Evaluating testimony
Gestapo interrogation transcripts, together with trial transcripts and crime lab reports, comprise the Protokolle so valuable to White Rose research. Evaluating them is critical to good scholarship.
Anyone who wants to research White Rose resistance will eventually – if not immediately – find their way to the Protokolle, that collection of Gestapo interrogation transcripts and trial transcripts, plus evidence, that is archived with the Bundesarchiv. If you’re persistent and diligent, you will also find documents in Ludwigsburg, Munich, and other cities. And if you’re genuinely serious, you will look in places others haven’t looked yet.
These Protokolle provide unedited insight not only into the interrogations and trials, but also into the lives of the students and adults in the circle of friends we call White Rose. [Note: The annotations in our English translations of the Protokolle merely explain words, concepts, or context specific to that era. We do not try to explain why they responded as they did.]
The Protokolle are not very flattering to either Hans or Sophie Scholl. Contrary to legend, they unnecessarily betrayed close friends. Contrary to legend, they were not tortured. Contrary to legend, they did not take all the blame upon themselves. Contrary to legend, Else Gebel was no heroine. And absolutely contrary to legend, Christoph Probst was not the weak one. That would have been Hans Scholl.
Likely for this reason, the Protokolle tend to be ignored or minimized by not-scholars who hew to the version of events as related by Inge Scholl and Jürgen Wittenstein. Visible example: When Fred Breinersdorfer published Sophie Scholl’s Protokolle as part of his book about the movie, he censored the parts that painted her in a negative light, letting his readers read cherry-picked text that “supported” his storybook.
While working on our White Rose Histories, the Protokolle were input into our database without worrying about who told the truth and who did not. Followed the same “rules” for all of it, especially regarding dates. Databases are agnostic. They don’t care who had Inge’s seal of approval and who did not. The database connected and sorted diary entries, letters, interviews, newspaper articles from the era, and the Protokolle.
Worth re-emphasizing: The Protokolle as we know them are the prosecutors’ files only. The Gestapo version – which was stored in Starnberg at least from 1945-1946 or 1947, per Wittenstein’s account – has yet to resurface. Susanne Hirzel noted that the Leitz binders, similar to three-ring binders, filled up five bookcases in March 1943 when she was processed at the Wittelsbacher Palais, Gestapo headquarters. The Protokolle from the Bundesarchiv don’t even fill one. Clearly documents are missing.
Our data dump then provided us material to evaluate each individual’s files. From that analysis, before writing those Histories, we evaluated the veracity of each person’s testimony. You can read those notes on our Web site.
Paywall past this point, because it’s nitty gritty for scholars who follow our work and who are involved in research.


Below are the records; restate all of them exactly.

Extracted data –
----------

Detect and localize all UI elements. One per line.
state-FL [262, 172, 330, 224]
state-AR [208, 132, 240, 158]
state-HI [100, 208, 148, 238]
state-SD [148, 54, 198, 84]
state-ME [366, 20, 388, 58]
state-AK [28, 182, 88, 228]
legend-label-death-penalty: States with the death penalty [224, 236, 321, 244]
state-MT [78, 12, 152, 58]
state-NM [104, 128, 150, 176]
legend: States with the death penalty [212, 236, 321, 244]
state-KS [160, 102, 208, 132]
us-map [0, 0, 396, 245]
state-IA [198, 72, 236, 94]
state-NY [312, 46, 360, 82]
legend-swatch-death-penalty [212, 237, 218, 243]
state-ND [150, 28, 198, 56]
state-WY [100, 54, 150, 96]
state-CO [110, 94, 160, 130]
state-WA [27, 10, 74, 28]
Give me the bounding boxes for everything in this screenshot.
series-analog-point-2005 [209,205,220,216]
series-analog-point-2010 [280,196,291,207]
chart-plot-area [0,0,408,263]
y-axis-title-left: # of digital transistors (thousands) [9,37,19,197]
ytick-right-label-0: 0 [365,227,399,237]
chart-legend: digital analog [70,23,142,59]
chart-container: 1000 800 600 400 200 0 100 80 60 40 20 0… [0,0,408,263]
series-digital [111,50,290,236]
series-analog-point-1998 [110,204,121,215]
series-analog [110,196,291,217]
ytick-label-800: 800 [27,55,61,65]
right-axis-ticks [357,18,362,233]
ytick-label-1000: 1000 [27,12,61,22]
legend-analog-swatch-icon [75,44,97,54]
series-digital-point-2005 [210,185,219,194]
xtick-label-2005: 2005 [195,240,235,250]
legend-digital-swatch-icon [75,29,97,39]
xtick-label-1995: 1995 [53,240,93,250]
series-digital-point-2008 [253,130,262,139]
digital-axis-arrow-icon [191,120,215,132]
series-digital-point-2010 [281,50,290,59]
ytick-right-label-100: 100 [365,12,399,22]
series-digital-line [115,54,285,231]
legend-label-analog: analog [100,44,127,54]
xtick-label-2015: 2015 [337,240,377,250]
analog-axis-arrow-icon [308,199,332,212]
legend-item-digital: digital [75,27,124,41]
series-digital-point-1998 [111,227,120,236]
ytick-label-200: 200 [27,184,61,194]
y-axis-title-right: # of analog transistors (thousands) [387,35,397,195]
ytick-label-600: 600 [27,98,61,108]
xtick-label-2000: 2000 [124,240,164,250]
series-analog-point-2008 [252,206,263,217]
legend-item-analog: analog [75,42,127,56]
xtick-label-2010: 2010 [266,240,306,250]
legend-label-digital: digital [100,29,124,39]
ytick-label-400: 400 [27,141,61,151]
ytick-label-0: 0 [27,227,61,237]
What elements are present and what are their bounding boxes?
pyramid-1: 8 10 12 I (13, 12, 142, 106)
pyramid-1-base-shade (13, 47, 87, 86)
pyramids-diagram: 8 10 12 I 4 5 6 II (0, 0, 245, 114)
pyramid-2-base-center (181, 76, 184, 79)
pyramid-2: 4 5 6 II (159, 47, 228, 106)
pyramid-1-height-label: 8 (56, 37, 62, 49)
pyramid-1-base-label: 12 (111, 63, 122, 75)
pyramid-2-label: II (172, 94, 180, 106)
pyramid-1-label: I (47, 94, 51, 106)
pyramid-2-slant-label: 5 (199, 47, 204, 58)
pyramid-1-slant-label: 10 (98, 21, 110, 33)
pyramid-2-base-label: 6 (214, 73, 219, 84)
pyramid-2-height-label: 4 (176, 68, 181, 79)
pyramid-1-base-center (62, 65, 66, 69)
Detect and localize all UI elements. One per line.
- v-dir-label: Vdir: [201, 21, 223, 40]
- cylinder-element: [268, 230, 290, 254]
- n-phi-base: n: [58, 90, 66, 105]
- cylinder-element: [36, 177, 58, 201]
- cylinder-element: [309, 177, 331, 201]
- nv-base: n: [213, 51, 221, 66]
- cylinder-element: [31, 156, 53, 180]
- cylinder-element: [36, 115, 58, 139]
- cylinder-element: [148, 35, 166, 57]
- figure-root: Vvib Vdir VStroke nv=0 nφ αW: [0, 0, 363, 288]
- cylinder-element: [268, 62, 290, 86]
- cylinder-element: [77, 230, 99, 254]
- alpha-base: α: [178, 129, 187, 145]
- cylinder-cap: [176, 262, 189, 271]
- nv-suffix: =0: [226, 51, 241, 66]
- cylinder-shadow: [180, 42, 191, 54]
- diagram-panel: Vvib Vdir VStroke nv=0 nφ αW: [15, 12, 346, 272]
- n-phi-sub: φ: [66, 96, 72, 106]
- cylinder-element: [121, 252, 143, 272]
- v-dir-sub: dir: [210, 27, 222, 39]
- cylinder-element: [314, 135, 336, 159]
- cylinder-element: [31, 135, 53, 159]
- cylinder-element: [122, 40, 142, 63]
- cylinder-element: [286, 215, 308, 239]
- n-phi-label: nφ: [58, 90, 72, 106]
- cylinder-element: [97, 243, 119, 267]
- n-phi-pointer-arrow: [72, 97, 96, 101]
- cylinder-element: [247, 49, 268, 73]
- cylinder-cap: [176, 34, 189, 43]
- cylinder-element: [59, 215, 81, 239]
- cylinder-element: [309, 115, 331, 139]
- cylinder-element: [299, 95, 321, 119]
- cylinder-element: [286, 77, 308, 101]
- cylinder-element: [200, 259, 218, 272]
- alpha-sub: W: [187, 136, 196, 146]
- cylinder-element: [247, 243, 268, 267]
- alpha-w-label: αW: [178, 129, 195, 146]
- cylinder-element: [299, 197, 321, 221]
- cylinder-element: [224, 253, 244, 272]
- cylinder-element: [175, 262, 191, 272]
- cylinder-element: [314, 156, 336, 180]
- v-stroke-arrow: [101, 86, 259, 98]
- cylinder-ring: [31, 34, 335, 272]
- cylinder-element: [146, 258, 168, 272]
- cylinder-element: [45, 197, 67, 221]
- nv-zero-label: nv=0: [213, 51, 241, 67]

----------

Your response –
Detect and localize all UI elements. One per line.
state-FL [262, 172, 330, 224]
state-AR [208, 132, 240, 158]
state-HI [100, 208, 148, 238]
state-SD [148, 54, 198, 84]
state-ME [366, 20, 388, 58]
state-AK [28, 182, 88, 228]
legend-label-death-penalty: States with the death penalty [224, 236, 321, 244]
state-MT [78, 12, 152, 58]
state-NM [104, 128, 150, 176]
legend: States with the death penalty [212, 236, 321, 244]
state-KS [160, 102, 208, 132]
us-map [0, 0, 396, 245]
state-IA [198, 72, 236, 94]
state-NY [312, 46, 360, 82]
legend-swatch-death-penalty [212, 237, 218, 243]
state-ND [150, 28, 198, 56]
state-WY [100, 54, 150, 96]
state-CO [110, 94, 160, 130]
state-WA [27, 10, 74, 28]
Give me the bounding boxes for everything in this screenshot.
series-analog-point-2005 [209,205,220,216]
series-analog-point-2010 [280,196,291,207]
chart-plot-area [0,0,408,263]
y-axis-title-left: # of digital transistors (thousands) [9,37,19,197]
ytick-right-label-0: 0 [365,227,399,237]
chart-legend: digital analog [70,23,142,59]
chart-container: 1000 800 600 400 200 0 100 80 60 40 20 0… [0,0,408,263]
series-digital [111,50,290,236]
series-analog-point-1998 [110,204,121,215]
series-analog [110,196,291,217]
ytick-label-800: 800 [27,55,61,65]
right-axis-ticks [357,18,362,233]
ytick-label-1000: 1000 [27,12,61,22]
legend-analog-swatch-icon [75,44,97,54]
series-digital-point-2005 [210,185,219,194]
xtick-label-2005: 2005 [195,240,235,250]
legend-digital-swatch-icon [75,29,97,39]
xtick-label-1995: 1995 [53,240,93,250]
series-digital-point-2008 [253,130,262,139]
digital-axis-arrow-icon [191,120,215,132]
series-digital-point-2010 [281,50,290,59]
ytick-right-label-100: 100 [365,12,399,22]
series-digital-line [115,54,285,231]
legend-label-analog: analog [100,44,127,54]
xtick-label-2015: 2015 [337,240,377,250]
analog-axis-arrow-icon [308,199,332,212]
legend-item-digital: digital [75,27,124,41]
series-digital-point-1998 [111,227,120,236]
ytick-label-200: 200 [27,184,61,194]
y-axis-title-right: # of analog transistors (thousands) [387,35,397,195]
ytick-label-600: 600 [27,98,61,108]
xtick-label-2000: 2000 [124,240,164,250]
series-analog-point-2008 [252,206,263,217]
legend-item-analog: analog [75,42,127,56]
xtick-label-2010: 2010 [266,240,306,250]
legend-label-digital: digital [100,29,124,39]
ytick-label-400: 400 [27,141,61,151]
ytick-label-0: 0 [27,227,61,237]
What elements are present and what are their bounding boxes?
pyramid-1: 8 10 12 I (13, 12, 142, 106)
pyramid-1-base-shade (13, 47, 87, 86)
pyramids-diagram: 8 10 12 I 4 5 6 II (0, 0, 245, 114)
pyramid-2-base-center (181, 76, 184, 79)
pyramid-2: 4 5 6 II (159, 47, 228, 106)
pyramid-1-height-label: 8 (56, 37, 62, 49)
pyramid-1-base-label: 12 (111, 63, 122, 75)
pyramid-2-label: II (172, 94, 180, 106)
pyramid-1-label: I (47, 94, 51, 106)
pyramid-2-slant-label: 5 (199, 47, 204, 58)
pyramid-1-slant-label: 10 (98, 21, 110, 33)
pyramid-2-base-label: 6 (214, 73, 219, 84)
pyramid-2-height-label: 4 (176, 68, 181, 79)
pyramid-1-base-center (62, 65, 66, 69)
Detect and localize all UI elements. One per line.
- v-dir-label: Vdir: [201, 21, 223, 40]
- cylinder-element: [268, 230, 290, 254]
- n-phi-base: n: [58, 90, 66, 105]
- cylinder-element: [36, 177, 58, 201]
- cylinder-element: [309, 177, 331, 201]
- nv-base: n: [213, 51, 221, 66]
- cylinder-element: [31, 156, 53, 180]
- cylinder-element: [36, 115, 58, 139]
- cylinder-element: [148, 35, 166, 57]
- figure-root: Vvib Vdir VStroke nv=0 nφ αW: [0, 0, 363, 288]
- cylinder-element: [268, 62, 290, 86]
- cylinder-element: [77, 230, 99, 254]
- alpha-base: α: [178, 129, 187, 145]
- cylinder-cap: [176, 262, 189, 271]
- nv-suffix: =0: [226, 51, 241, 66]
- cylinder-shadow: [180, 42, 191, 54]
- diagram-panel: Vvib Vdir VStroke nv=0 nφ αW: [15, 12, 346, 272]
- n-phi-sub: φ: [66, 96, 72, 106]
- cylinder-element: [121, 252, 143, 272]
- v-dir-sub: dir: [210, 27, 222, 39]
- cylinder-element: [314, 135, 336, 159]
- cylinder-element: [31, 135, 53, 159]
- cylinder-element: [122, 40, 142, 63]
- cylinder-element: [286, 215, 308, 239]
- n-phi-label: nφ: [58, 90, 72, 106]
- cylinder-element: [97, 243, 119, 267]
- n-phi-pointer-arrow: [72, 97, 96, 101]
- cylinder-element: [247, 49, 268, 73]
- cylinder-cap: [176, 34, 189, 43]
- cylinder-element: [59, 215, 81, 239]
- cylinder-element: [309, 115, 331, 139]
- cylinder-element: [299, 95, 321, 119]
- cylinder-element: [286, 77, 308, 101]
- cylinder-element: [200, 259, 218, 272]
- alpha-sub: W: [187, 136, 196, 146]
- cylinder-element: [247, 243, 268, 267]
- alpha-w-label: αW: [178, 129, 195, 146]
- cylinder-element: [299, 197, 321, 221]
- cylinder-element: [224, 253, 244, 272]
- cylinder-element: [175, 262, 191, 272]
- cylinder-element: [314, 156, 336, 180]
- v-stroke-arrow: [101, 86, 259, 98]
- cylinder-ring: [31, 34, 335, 272]
- cylinder-element: [146, 258, 168, 272]
- cylinder-element: [45, 197, 67, 221]
- nv-zero-label: nv=0: [213, 51, 241, 67]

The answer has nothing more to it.